Luckily, despite the injury that’s forcing him to use a walking stick, the old man is quite fast and within fifteen minutes, I’m back in my room. As soon as I’m there, I bolt the door and grab the diary.
“What is it that you wanted to explain?” I ask her with bated breath.
“Not explain per se,” she says hesitantly.
“You’re playing a dangerous game, Moswen,” I reply, only half-jokingly. Because it’s my very fraught nerves that she’s toying with.
“I can show you,” she says as she walks up to me, motioning at the diary in my hands.
“Show?”
I barely manage to say it before she places a hand on my forehead and I feel a violent jerk as I get sucked away someplace else.
It takes me a second to open my eyes, which I’ve instinctively shut tight at the first sign of something happening. When I open them, my room has been replaced by one of the common rooms somewhere in the East Wing of the castle. I recognize it by the Oriental interior design that can’t be found anywhere else.
And there’s lots of people there and everything seems okay, but there’s a strange warm glow to everything that I see.
I don’t see her, but I hear Moswen’s voice. “You’re in one of my memories,” she says and somehow makes me look at one of the far corners of the room. “Pay attention or you’ll miss it.”
I listen, focusing all my attention on the two people, a man and a woman, sitting at a desk with a bunch of papers strewn all over it. They’re both tall, beautiful fae-blooded people dressed in ornate robes. And they seem to be deep in discussion. I try to move closer, but as soon as I do, I hear Moswen say, “It doesn’t work that way. You’re in my body now, the echo of it at least.”
And she seems to be right, because when I finally move, it’s not of my own accord. I walk around the pair, in the widest possible circle, and use a free-standing bookshelf right behind their table as my cover. Because I apparently want to get close without getting noticed.
I pull a book out and crack it open, but I don’t look at its contents. Instead, my eyes fix on the couple. Interesting, I think to myself.
And there’s something about those people, but I don’t even dare to think that they are my parents. It’s only when I hear the man say, “I think it’s a Blood Moon ritual,” that Iknow.
“I don’t know,” the woman hesitates, shaking her head as she looks up, her eyes sweeping her surroundings. “That would mean…”
She breaks off, but our eyes have already met. Moswen’s and hers, I mean. And for a second, I think she’ll say something to her, but before I know it, I’m being sucked back into my room.
“And you said you had no memory of my parents,” I say as soon as I find myself in front of Moswen once again. I’m not even trying to hide the suspicion and the anger in my voice.
She avoids my eye. “True,” she mutters, only throwing me a single nervous glance. “I guess I didn’t want you to see me like that. Sneaking around and eavesdropping on people to learn more about dark magic.” She pauses, this time looking me straight in the eye. “Because make no mistake, the Blood Moon ritual is exactly that.”
The way she says it makes the suspicion and the anger brewing inside me dissipate. But now my heart is pounding. Because it’s finally dawned on me that my parents may have been involved in some shady business.
Chapter sixteen
“They’reeverywhere,”Imutterto Nuala as I rip off the flier that someone’s taped to the inside of the Elevator.
“Of course they are,” she says with a tentative smile, her words immediately followed by the opening of the door. “I don’t know if you’ve heard, but the First Round istomorrow.”
As she follows me out of the Elevator, I turn to give her a smile. I’m so grateful to her for even trying to cheer me up, but the truth is, I’m scared shitless and there’s nothing that can change that.
So I just keep walking, the two of us heading straight for the graveyard. The end of December is nearing and the treetops are bare, no birds singing from their branches. Moswen is insisting we do some training every day, preferably first thing in the morning.
And that’s what we’ll be doing as soon as we get there. But not three seconds go by that I don’t subtly crane my neck to see if Leo is somewhere behind me.
“You do understand,” Nuala starts as she side-eyes me, “that if he really was following you, you wouldn’t know that he was doing it.”
I quirk my eyebrow at her. “Nuala, Moswen told me Leosawher.”
“That was over a month ago and you haven’t seen him at the graveyard since.”
I let out a low groan. “Youmay not remember him putting Cormac under his spell…” I pause to throw her a look. “And just because I said I wouldn’t go to the Ball with him… ButIsure as hell remember.”
“You can’t be positive that that was him,” Nuala insists.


* About this task *
Take from the entries below the stretch from the line with "At what (x,y)" through the line with "pyautogui.click(x=<x>, y=<y>)", and return it exactly, leaving the pictures out.

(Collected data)
★ ★ ★ ★ ★

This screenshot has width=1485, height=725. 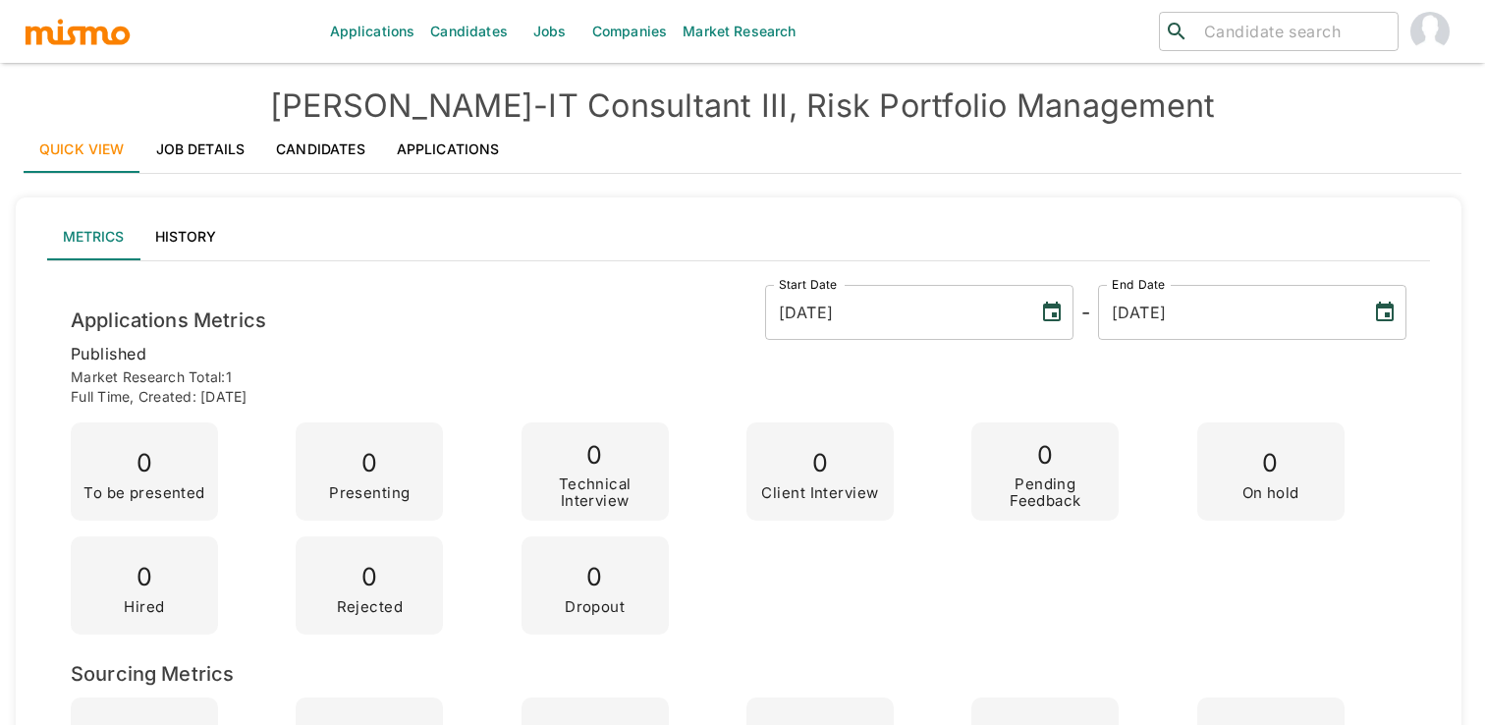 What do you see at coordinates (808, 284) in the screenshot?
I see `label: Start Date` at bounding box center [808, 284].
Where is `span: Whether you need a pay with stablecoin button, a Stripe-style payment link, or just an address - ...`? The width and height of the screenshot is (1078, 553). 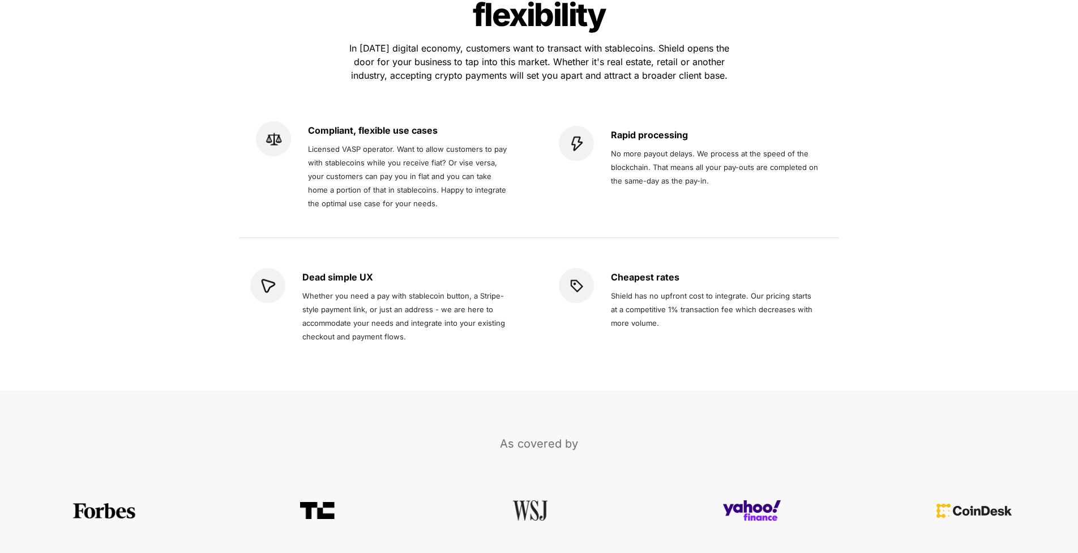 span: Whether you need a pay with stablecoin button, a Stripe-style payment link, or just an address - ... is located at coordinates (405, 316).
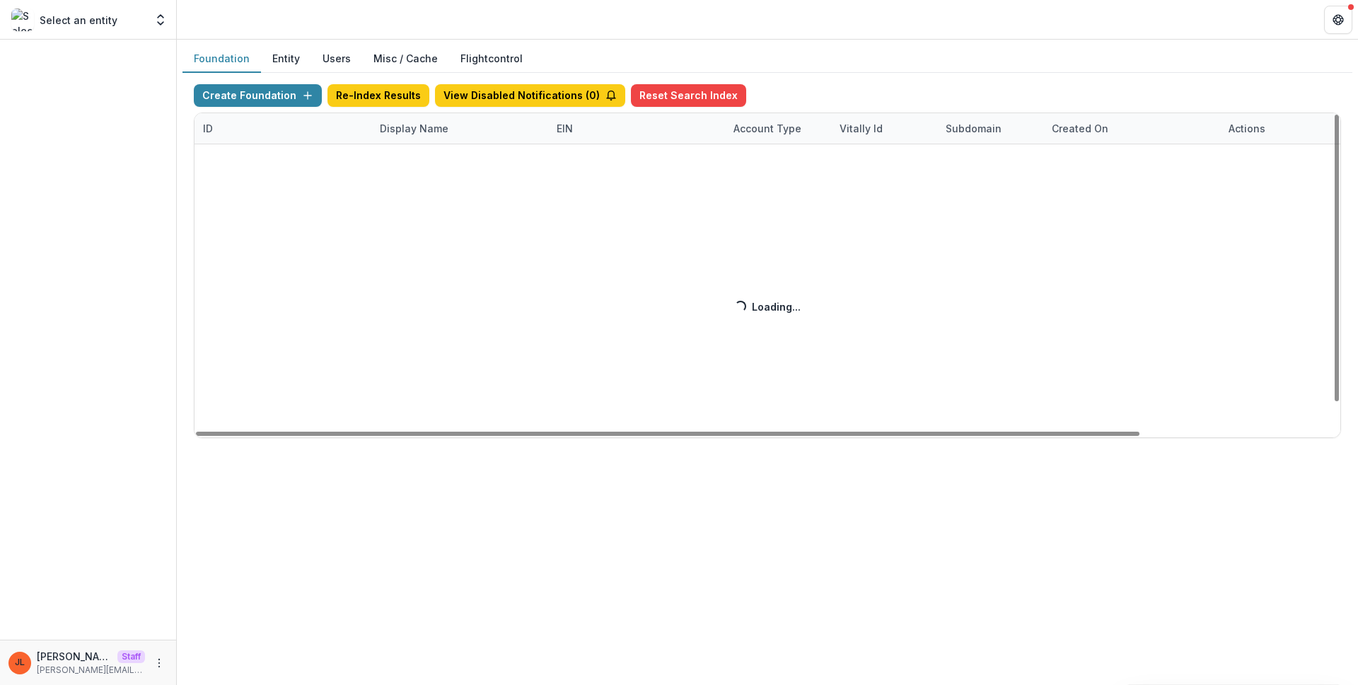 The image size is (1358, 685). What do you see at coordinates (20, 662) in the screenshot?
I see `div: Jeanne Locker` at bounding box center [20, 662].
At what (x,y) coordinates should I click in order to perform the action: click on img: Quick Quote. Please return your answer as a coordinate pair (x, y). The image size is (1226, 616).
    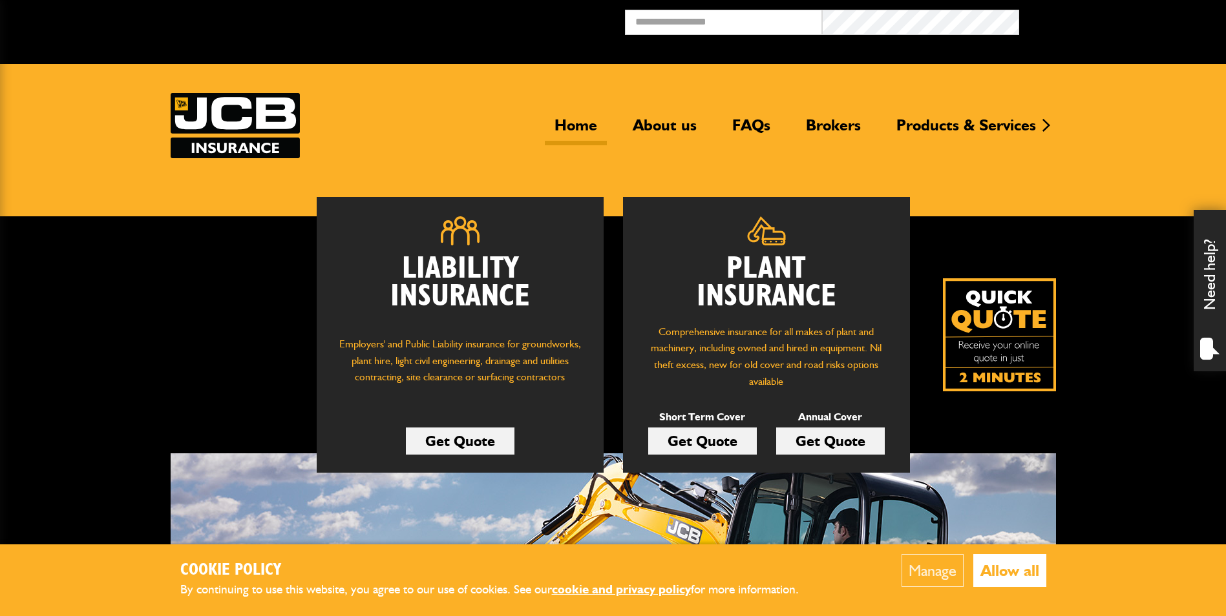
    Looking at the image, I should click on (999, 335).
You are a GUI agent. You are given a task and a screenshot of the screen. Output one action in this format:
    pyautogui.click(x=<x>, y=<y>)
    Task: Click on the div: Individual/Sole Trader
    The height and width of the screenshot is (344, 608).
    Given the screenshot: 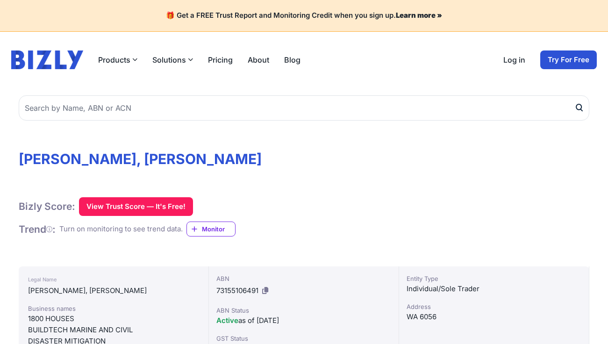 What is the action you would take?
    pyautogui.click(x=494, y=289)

★ ★ ★ ★ ★

* Output of the task *
At what (x,y) coordinates should I click in order to perform the action: click on img: Quick Quote. Please return your answer as a coordinate pair (x, y). The image size is (1226, 616).
    Looking at the image, I should click on (999, 335).
You are a GUI agent. You are given a task and a screenshot of the screen. Output one action in this format:
    pyautogui.click(x=<x>, y=<y>)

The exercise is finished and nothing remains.